Sunday, September 29, 2013

Corporatisation of sport wipes out community with the stroke of a pen

Vanguard October 2103 p. 5
Contributed


(Above, One of Australia's oldest football teams, Port Adelaide, in the 1896 magenta colours)

On Sunday 1 September, the local football team, the Magpies, of the working class area of Port Adelaide played its last game at its home ground Alberton Oval.
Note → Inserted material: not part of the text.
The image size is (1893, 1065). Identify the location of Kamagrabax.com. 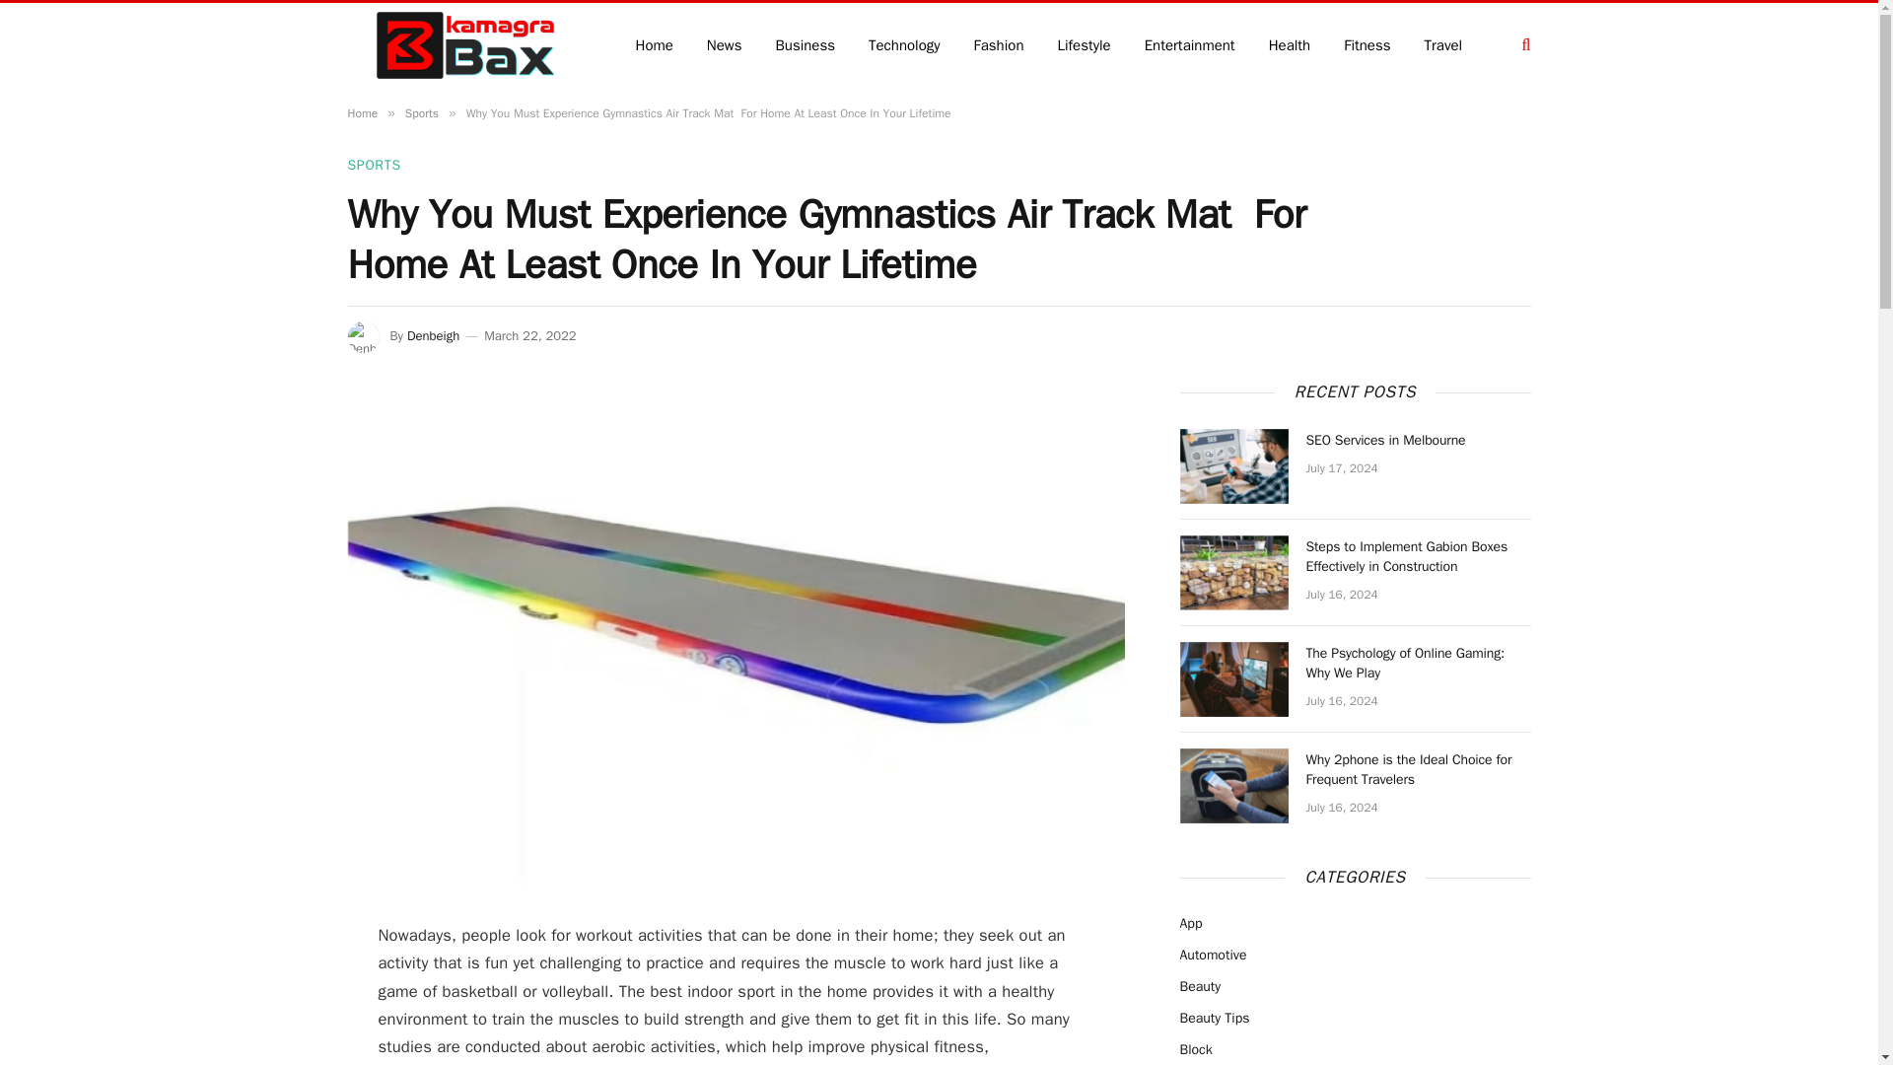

The team played its first game in 1870, but like Fitzroy football team in Melbourne, it became a victim of the corporatization of sport. With the stroke of a pen, in August this year the powers that be decided that the only Port Adelaide team that could be in the local South Australian team would be the reserves team of the AFL Port Power team. This team would not even be allowed to play any games at Alberton Oval and it must sever all ties with the local area and the traditional country zone on Eyre Peninsula, the recruitment and development zones of the traditional local Port Adelaide Magpies team.
The local active supporters and members of the Port Adelaide Magpies number about 4,000 people. To many of them, their local football club is like a second family. Weekend games a social outing, more than a game and compared with the prices of AFL games, affordable. Children admitted free. Now all that is gone. No wonder it caused such emotional scenes at that last game at the home ground.


Enough To Make A Grown Man Cry
On the following Monday, 2 September, the Adelaide Advertiser had a picture of a Magpie supporter in tears as the reality of a big part of his community being destroyed hit home.
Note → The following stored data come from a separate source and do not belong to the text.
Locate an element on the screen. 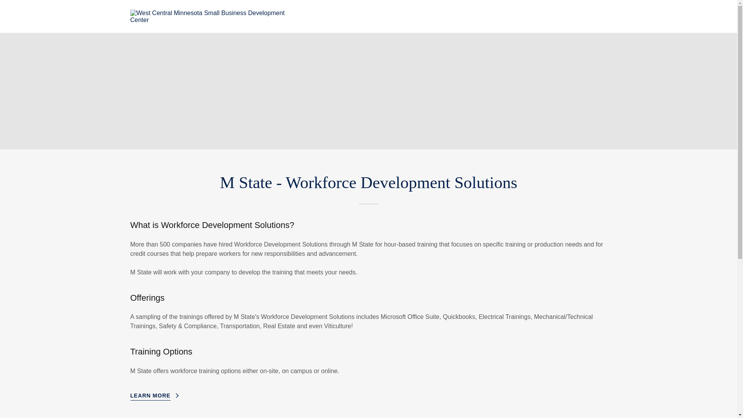 This screenshot has height=418, width=743. West Central Minnesota Small Business Development Center is located at coordinates (213, 16).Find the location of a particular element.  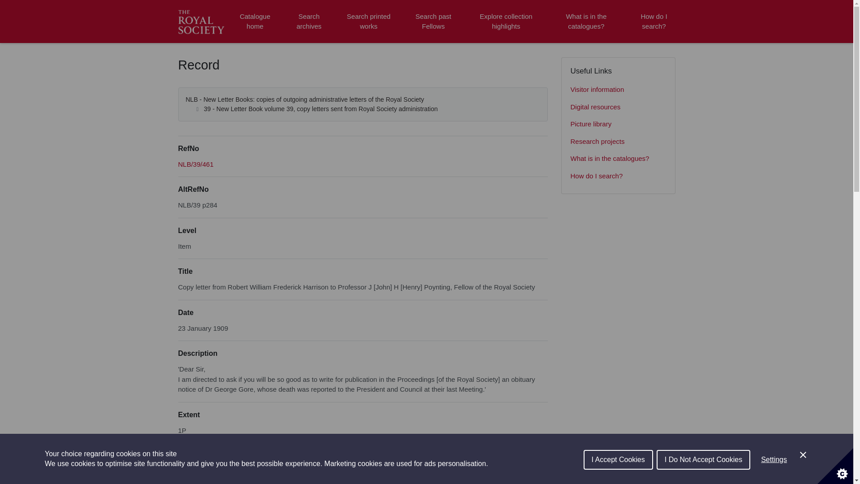

What is in the catalogues? is located at coordinates (586, 22).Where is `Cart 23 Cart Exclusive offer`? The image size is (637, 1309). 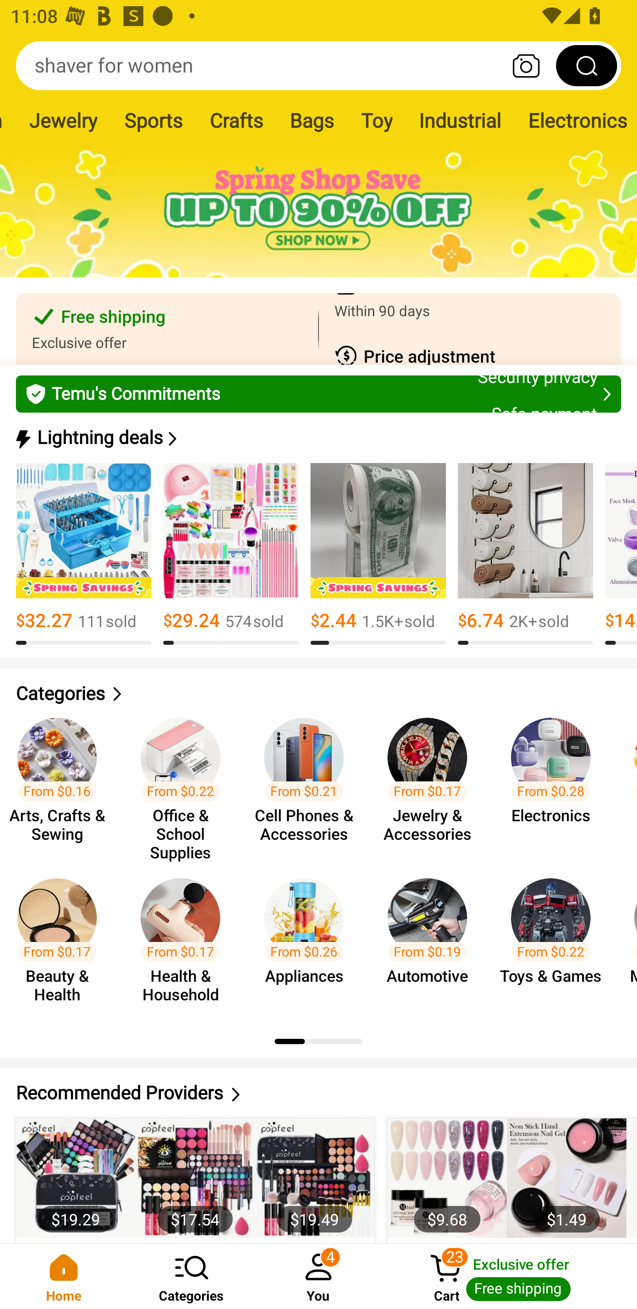 Cart 23 Cart Exclusive offer is located at coordinates (509, 1276).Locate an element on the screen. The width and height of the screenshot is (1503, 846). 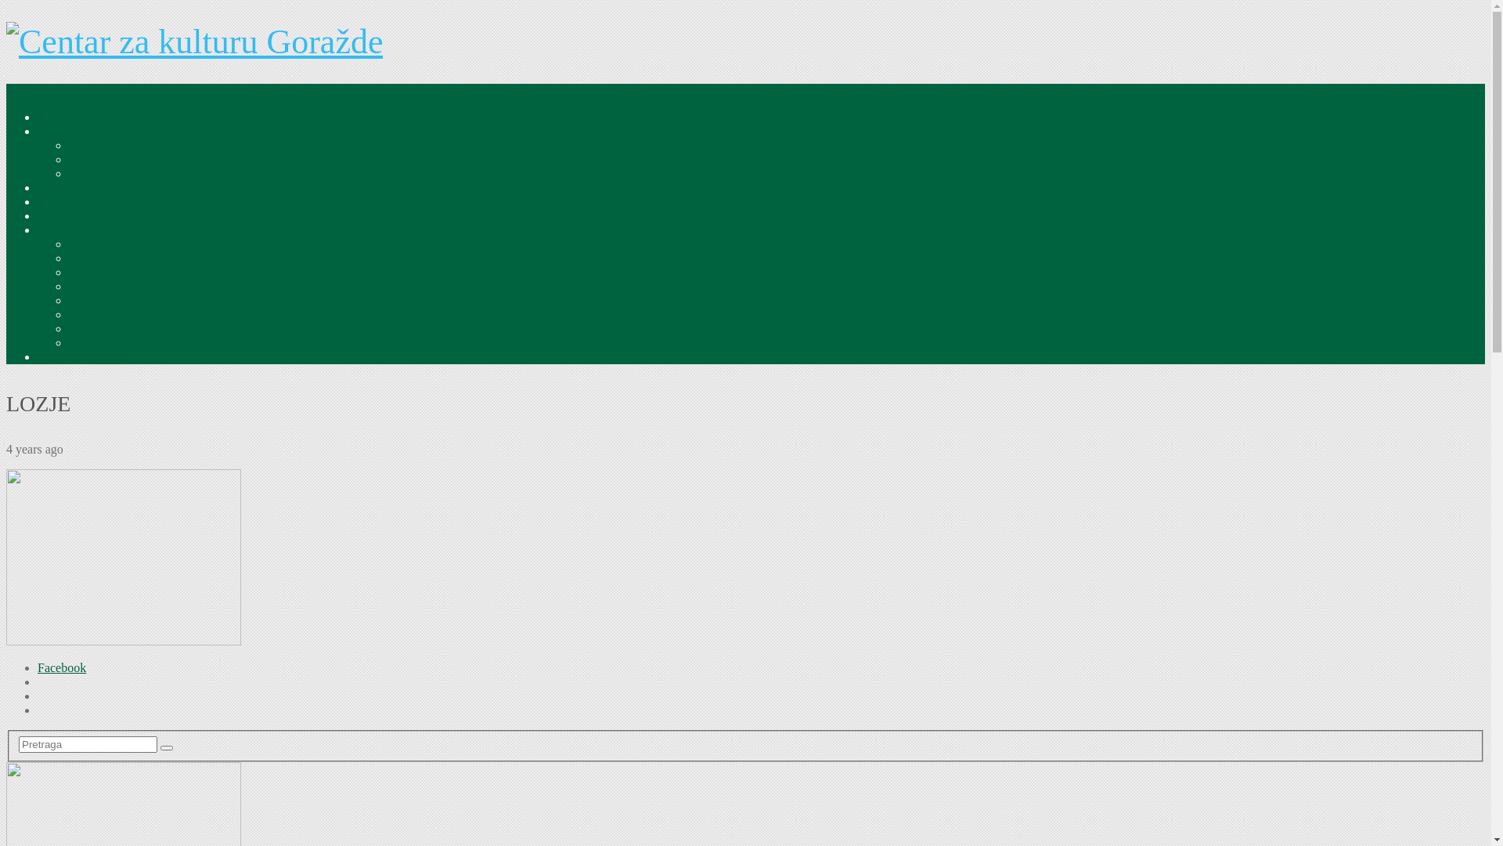
Biblioteka is located at coordinates (64, 202).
As I was reading this paper at a local cafe on the way to work, some well-heeled people in the shop were also reading it and laughing that a ‘grown man could be crying over the winding up of a football team’.
I turned around and asked him how he would feel if the central part of his community that had existed for over one hundred years was destroyed with the stroke of a pen.

His laughter turned to a frown and silence. His body language told me that he now understood.